A familiar knock at the door; it reminded me of a cat scratching at carpet, all nails and fury.
All four of us knew who that was. One person sighed audibly, one pretended not to hear, another got up to open the drawer of the printer as though something urgent had occurred to the paper inside. I told myself a scrape of nails on the door did not meet the criteria of a knock and stared out the window. Was that a rabbit? Or a rat? Oh it was a small log. I thought of all the calls and forms I had just avoided, thankful of the tree in the garden. Managing risk though meant I would have to go and remove it, or throw it over the fence.
It was enough of a purpose.
I walked to the door and opened it.
“I’ve destroyed myself” Mary stared at me, felt uncomfortable with our eyes communicating and looked down at the hand she had been using to get help. I followed her gaze, I don’t know if she saw what I did. The mud, the dirt, the nail tartar: the possibilities burrowed thickly under long nicotine stained nails.
I thought briefly of ignoring her plight and encouraging her to have a shower, maybe even attend to this myself and asking a reluctant colleague to help, but that was my thought, not Mary’s, if you are dead showers are not important. Or relevant.
“I’ve destroyed myself”, she said again, less urgently.
“It’s not time yet Mary”, a voice called from over my shoulder, “another ten minutes…when it’s eleven, it’s ten too at the moment”.
Mary looked up again, squinted at the clock in the office.
“I’ve destroyed myself”, she said, louder than before, a brief flare of anger that dwindled to a scowl. Straining to make out the hands on the clock again, just to be certain this was no lie, she then seemed appeased. Perhaps, ten minutes was not so long, perhaps, her destruction was slightly less pressing, I dont know, but she turned slowly away, steadied herself and walked slowly back to her preferred chair.

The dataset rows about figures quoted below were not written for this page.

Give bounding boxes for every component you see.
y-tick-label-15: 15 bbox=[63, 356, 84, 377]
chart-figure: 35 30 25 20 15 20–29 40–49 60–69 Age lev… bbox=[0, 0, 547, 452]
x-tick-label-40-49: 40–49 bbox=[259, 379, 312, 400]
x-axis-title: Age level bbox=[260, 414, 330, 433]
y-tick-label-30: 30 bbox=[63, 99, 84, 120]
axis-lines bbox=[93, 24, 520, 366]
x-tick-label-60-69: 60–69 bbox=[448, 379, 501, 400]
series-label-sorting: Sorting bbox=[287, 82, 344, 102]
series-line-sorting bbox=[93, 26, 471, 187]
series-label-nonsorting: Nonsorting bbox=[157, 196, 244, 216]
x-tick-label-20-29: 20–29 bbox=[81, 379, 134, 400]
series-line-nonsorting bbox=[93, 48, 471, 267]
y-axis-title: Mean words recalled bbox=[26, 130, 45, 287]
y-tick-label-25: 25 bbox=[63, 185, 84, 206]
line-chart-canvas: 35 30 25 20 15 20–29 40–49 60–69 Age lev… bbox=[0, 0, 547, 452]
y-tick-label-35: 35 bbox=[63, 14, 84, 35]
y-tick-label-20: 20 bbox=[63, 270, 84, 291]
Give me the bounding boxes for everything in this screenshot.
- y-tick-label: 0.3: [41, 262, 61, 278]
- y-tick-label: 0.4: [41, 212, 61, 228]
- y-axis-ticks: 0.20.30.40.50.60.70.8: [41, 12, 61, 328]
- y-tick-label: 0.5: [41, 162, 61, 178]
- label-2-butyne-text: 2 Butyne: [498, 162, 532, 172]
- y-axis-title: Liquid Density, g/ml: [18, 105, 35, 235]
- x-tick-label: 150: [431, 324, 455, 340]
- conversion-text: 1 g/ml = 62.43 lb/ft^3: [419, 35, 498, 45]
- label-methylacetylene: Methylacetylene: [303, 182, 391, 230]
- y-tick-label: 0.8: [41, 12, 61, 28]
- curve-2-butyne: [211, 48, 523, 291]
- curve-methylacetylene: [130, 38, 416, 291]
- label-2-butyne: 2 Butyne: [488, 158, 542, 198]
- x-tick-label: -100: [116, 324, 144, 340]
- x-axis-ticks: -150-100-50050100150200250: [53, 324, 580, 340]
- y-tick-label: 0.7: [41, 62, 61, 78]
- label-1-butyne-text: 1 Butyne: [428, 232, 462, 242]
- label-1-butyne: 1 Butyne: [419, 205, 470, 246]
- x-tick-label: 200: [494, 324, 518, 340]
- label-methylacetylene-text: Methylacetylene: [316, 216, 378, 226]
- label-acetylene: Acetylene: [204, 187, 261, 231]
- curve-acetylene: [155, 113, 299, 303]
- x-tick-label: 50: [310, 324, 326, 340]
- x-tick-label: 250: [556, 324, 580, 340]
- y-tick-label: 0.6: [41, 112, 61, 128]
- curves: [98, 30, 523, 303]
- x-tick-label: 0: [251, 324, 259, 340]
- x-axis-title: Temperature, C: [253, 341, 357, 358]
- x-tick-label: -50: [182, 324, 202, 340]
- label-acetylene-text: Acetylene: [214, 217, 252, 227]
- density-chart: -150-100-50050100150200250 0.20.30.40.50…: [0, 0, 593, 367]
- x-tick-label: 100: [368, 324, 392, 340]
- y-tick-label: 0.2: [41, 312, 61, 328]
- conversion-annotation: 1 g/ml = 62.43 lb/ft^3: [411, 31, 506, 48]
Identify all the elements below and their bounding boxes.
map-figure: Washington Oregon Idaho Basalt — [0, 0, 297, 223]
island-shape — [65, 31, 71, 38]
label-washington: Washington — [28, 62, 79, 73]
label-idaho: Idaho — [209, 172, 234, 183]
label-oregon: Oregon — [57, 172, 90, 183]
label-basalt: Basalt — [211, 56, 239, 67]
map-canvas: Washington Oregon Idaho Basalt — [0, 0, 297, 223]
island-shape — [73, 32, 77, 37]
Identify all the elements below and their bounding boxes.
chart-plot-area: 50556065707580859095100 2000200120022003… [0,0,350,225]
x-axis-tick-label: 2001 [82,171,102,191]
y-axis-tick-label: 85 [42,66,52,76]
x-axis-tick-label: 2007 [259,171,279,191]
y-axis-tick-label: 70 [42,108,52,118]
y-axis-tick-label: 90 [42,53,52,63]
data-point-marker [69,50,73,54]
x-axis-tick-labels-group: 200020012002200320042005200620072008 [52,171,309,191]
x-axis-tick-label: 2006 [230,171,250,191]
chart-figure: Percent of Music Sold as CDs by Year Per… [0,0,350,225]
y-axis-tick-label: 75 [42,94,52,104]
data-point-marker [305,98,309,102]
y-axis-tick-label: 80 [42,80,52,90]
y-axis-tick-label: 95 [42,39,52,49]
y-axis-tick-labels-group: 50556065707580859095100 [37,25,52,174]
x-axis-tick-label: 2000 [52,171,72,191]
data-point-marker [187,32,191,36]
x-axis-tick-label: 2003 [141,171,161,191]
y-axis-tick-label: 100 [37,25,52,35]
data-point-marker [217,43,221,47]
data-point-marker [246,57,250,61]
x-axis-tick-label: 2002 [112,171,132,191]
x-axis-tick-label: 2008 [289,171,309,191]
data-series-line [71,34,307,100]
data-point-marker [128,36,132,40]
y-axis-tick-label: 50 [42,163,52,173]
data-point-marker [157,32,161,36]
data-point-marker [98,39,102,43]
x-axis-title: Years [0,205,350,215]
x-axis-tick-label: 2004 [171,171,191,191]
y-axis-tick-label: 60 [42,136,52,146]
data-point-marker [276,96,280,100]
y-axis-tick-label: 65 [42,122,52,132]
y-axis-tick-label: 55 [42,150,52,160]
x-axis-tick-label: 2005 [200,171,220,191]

It was difficult to find a satisfactory response for Mary. She spoke little but for two or three refrains that clearly meant something to her but did not invite an answer, they were more statements. Sometimes they were literal, sometimes they implied something like cigarettes. With these two or three unanswerable questions – unanswerable in that any response so far has proved fruitless – Mary negotiated life and other people. You know when she is well I’ve been told when her reportoire expands up to six or seven sentences and she stops knocking at the door. When she lies in bed all day, when she actually uses her room; this is the point at which she leaves hospital to return to her own home and lie in her own bed where sometimes she listens to the radio.
Mary doesn’t produce much discussion within the team. No one knows how she destroyed herself, why, how it came to be, or if she could be made alive again. Mary was Mary. Mary was in hospital more than not and people had stopped asking such questions. The pattern had been set. Mary came in dishevelled and emaciated, quiet and vacant, or loud and combative. She was injected with a long acting drug and slowly began to eat again. Then came the routine of the hourly cigarette dance until someone said she was ready to go.

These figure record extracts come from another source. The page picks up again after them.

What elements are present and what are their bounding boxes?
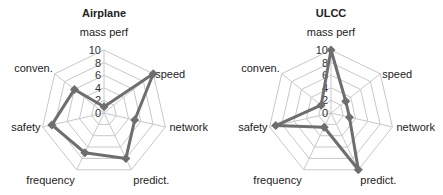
radar-chart-ulcc: ULCC0246810mass perfspeednetworkpredict.… [238, 7, 435, 186]
axis-label: safety [238, 121, 268, 133]
tick-label: 8 [95, 57, 101, 69]
axis-spoke [77, 113, 104, 170]
data-point-marker [130, 116, 139, 125]
tick-label: 0 [95, 107, 101, 119]
data-point-marker [271, 121, 280, 130]
axis-label: network [169, 121, 208, 133]
axis-label: conven. [14, 62, 53, 74]
axis-label: predict. [133, 174, 169, 186]
series-line [276, 50, 359, 170]
radar-charts: Airplane0246810mass perfspeednetworkpred… [0, 0, 443, 195]
axis-label: predict. [360, 174, 396, 186]
tick-label: 10 [316, 44, 328, 56]
tick-label: 0 [322, 107, 328, 119]
axis-label: speed [155, 68, 185, 80]
axis-label: speed [382, 68, 412, 80]
axis-label: safety [11, 121, 41, 133]
data-point-marker [345, 113, 354, 122]
tick-label: 10 [89, 44, 101, 56]
axis-label: frequency [253, 174, 302, 186]
radar-chart-canvas: Airplane0246810mass perfspeednetworkpred… [0, 0, 443, 195]
axis-label: mass perf [307, 26, 356, 38]
axis-spoke [304, 113, 331, 170]
chart-title: ULCC [316, 7, 347, 19]
axis-label: mass perf [80, 26, 129, 38]
radar-chart-airplane: Airplane0246810mass perfspeednetworkpred… [11, 7, 208, 186]
tick-label: 6 [95, 69, 101, 81]
axis-label: frequency [26, 174, 75, 186]
axis-label: network [396, 121, 435, 133]
tick-label: 4 [95, 82, 101, 94]
chart-title: Airplane [82, 7, 126, 19]
axis-label: conven. [241, 62, 280, 74]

Mary sat in her chair looking at the clock through the office window. I went and sat next to her, joining her watch time pass, both of us eyeing the second hand slowly ticking away at life, urging it on so Mary could get her cigarette and find whatever peace she did during those 5 minutes of every hour she could smoke it.
I remembered the log. Mary noticed this change, looked at me then at the clock, back at me.

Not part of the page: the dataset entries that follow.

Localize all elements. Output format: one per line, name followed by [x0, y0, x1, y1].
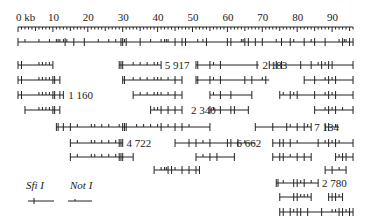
legend-not-label: Not I — [69, 179, 94, 191]
clone-row: 2 340 — [25, 104, 353, 116]
clone-row: 1 160 — [18, 89, 353, 101]
clone-row: 2 780 — [276, 177, 347, 189]
ruler-tick-label: 70 — [257, 11, 269, 23]
ruler-tick-label: 80 — [292, 11, 304, 23]
clone-size-label: 7 134 — [314, 121, 339, 133]
ruler-tick-label: 90 — [327, 11, 339, 23]
clone-row — [18, 38, 353, 46]
ruler-unit-label: 0 kb — [16, 11, 36, 23]
clone-row — [70, 153, 353, 161]
clone-rows: 5 9172 1831 1602 3407 1344 7226 6622 780 — [18, 38, 353, 216]
legend: Sfi I Not I — [26, 179, 94, 204]
clone-row — [280, 193, 343, 201]
ruler-tick-label: 10 — [48, 11, 60, 23]
clone-size-label: 6 662 — [236, 137, 261, 149]
clone-row: 4 7226 662 — [70, 137, 353, 149]
clone-size-label: 2 780 — [322, 177, 347, 189]
ruler-tick-label: 20 — [83, 11, 95, 23]
clone-size-label: 1 160 — [68, 89, 93, 101]
clone-size-label: 2 183 — [263, 59, 288, 71]
kb-ruler: 0 kb102030405060708090 — [16, 11, 353, 32]
ruler-tick-label: 50 — [188, 11, 200, 23]
ruler-tick-label: 40 — [153, 11, 165, 23]
clone-row — [280, 208, 353, 216]
legend-sfi-label: Sfi I — [26, 179, 45, 191]
clone-row: 5 9172 183 — [18, 59, 353, 71]
restriction-map: 0 kb102030405060708090 5 9172 1831 1602 … — [0, 0, 378, 220]
ruler-tick-label: 60 — [222, 11, 234, 23]
clone-row — [18, 76, 353, 84]
clone-row: 7 134 — [56, 121, 339, 133]
clone-size-label: 2 340 — [191, 104, 216, 116]
clone-size-label: 5 917 — [165, 59, 190, 71]
clone-size-label: 4 722 — [126, 137, 151, 149]
clone-row — [154, 166, 346, 174]
ruler-tick-label: 30 — [118, 11, 130, 23]
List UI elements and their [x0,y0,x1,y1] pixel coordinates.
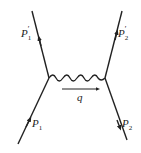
wavy-propagator [49,75,105,81]
feynman-diagram: q P1′ P2′ P1 P2 [0,0,141,153]
arrow-p2-icon [117,120,120,128]
arrow-p1-icon [26,119,30,127]
label-p1prime: P1′ [20,25,32,42]
arrow-p2prime-icon [115,32,117,40]
label-p1: P1 [31,117,43,132]
momentum-label: q [77,91,83,103]
arrow-p1prime-icon [39,38,41,46]
label-p2prime: P2′ [117,25,129,42]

“I’ve destroyed myself”, she said, softly this time and put her hand on mine for a moment. She looked at me, as blankly as ever, but somehow different.
“It’s ok Mary”, I said, “I’m staying here with you and in 5 minutes I’ll get that cigarette ok?”
Mary eased a little into her chair, as did I to reassure her and we returned our eyes to the stupifying effect of watching a clockface as t anticipated the marking of another hour.